But the morning peace was shattered by the cry of a woman. “Damn your eyes!”
“No, ma’am!” came a male voice.
“You’ll not dig a finger in me stew again!”
“No, ma’am!” A blackamoor came tumbling out. “Put up the knife, ma’am.”
“I’ll put up the knife . . . up your poxy nose, you little black squint!” And out of the house burst a great barrel of a woman whose voice proclaimed her a fishwife but whose bonnet, fine dress, and starched ruff suggested she was better born.
“What’s all this, then?” A burly man with a black beard emerged after her, and the faces of several young men appeared in the windows of the upper chambers.
“Stealin’ food he is, Nathaniel,” said the woman.
“Well, we’ll put a stop to that.” The man slipped a bulrush rod from his belt.
And John Harvard said softly, “Good day, Master Eaton.”
It was plain that in their anger, the Eatons had not noticed the arrival of visitors. Mrs. Eaton slipped the knife back into her skirt. And a grin opened in the hairy nest of Nathaniel Eaton’s beard. “John Harvard. How fare thee?”
“Well, but for a small cough.”
Eaton turned his eyes to Isaac. “And who be this fine lad?”
Isaac was still staring at the rod in Eaton’s hand.
Eaton lowered it and said, “My rod and my staff, they’ll comfort thee, son. There be need for both in this life. But how often you see one or the other be up to you.”
“Isaac Wedge will need no rod,” said John Harvard. “He’s a fine lad. I’ve come to vouchsafe him to you and pay for his schooling.” Harvard swung his leg carefully from the stirrup, as though he feared breaking were he to move too quickly.
“John, you’ve lost weight,” said Eaton. “How bad is your cough?”
“You’ll see before our business be done.” Harvard looked at the woman. “Now, then, Mary Eaton, might a thirsty traveler find a draft of beer in your home?”
Eaton’s chamber was in the back of the house—a desk, two hard chairs, three bookshelves, and a bucket in which three more bulrush rods soaked and seasoned.
“We only just moved in,” said Eaton. “’Tisn’t a great house, and the stink of the cattle be somethin’ fierce, but it must do till we build us a true college.” Eaton pointed out the window. “Do you see those lads swingin’ shovels in the middle of the cow yard?”
The land behind Peyntree House and its neighbors, the Goffe and Shepard Houses, was divided into eight enclosures by long runs of split-rail fencing that reached a hundred yards north to the common pales, which in turn ran east a mile or more, from the Cambridge Common to the Charlestown line. Each night the cattle were driven into the yards to protect them from wolves; each morning they were let out to graze.
“The ground is being cleared,” Eaton went on. “The governor and the General Court have approved four hundred pounds for the building of the hall.”

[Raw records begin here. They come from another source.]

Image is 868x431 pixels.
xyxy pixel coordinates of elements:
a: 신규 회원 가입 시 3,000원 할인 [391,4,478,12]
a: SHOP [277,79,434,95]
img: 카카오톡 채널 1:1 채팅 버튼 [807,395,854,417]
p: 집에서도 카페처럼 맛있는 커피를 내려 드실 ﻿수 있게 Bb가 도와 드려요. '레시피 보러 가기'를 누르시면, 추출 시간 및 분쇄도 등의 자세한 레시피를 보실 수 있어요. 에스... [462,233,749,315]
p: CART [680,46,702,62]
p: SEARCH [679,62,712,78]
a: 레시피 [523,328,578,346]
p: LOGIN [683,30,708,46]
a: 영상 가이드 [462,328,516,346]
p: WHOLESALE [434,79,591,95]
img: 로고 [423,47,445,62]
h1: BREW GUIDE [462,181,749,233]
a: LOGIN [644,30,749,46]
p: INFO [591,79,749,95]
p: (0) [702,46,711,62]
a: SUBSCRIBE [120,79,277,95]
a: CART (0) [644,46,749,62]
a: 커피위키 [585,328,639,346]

“A great sum,” said Harvard.
“Great, indeed. A quarter of the colony’s tax levy from last year, fully half from the year before.” Eaton looked at the boy. “You see how serious they do take to the task of educating you, young Isaac Wedge?”
“Yes, master.”
“’Tis only half as serious as I take the task they have laid upon me. None shall ever say this colony wants for learned ministers or educated freemen whilst I be master here.” Eaton leaned his hands on his desk. “Now, should I determine that you be worthy to study here, what calling would you answer?”
Isaac looked at Harvard, who nodded, as if encouraging the boy to speak. “I . . . my late father, Reverend John Wedge—”
“A man of goodness,” said Eaton.
“A man called too soon by God,” said Harvard. “Drowned on the crossing.”
“He wished the ministry for me, sir,” said Isaac.
“Done, then”—Eaton cocked his brow toward Harvard—“so long as he can read Latin ex tempore and decline his Greek paradigms.”
“So he can. And his exegesis will make for lively conversation.”
“Good. Lively is welcome.” Then Eaton snapped a rod from the bucket and pointed it at Isaac. “But remember you, boy, lively must not mean heretical. There’ll be no Arminian controversy, no Hutchinsonian heresy, and no devil-worshiping Romanism at my school. Our covenant with the Lord is firm and our calling is clear. Do you understand?”
John Harvard cleared his throat, as if to suggest disapproval of such display, but a cough erupted instead and went on for so long that it seemed his lungs might be shredding inside him. When finally it passed, he looked as gray as his doublet.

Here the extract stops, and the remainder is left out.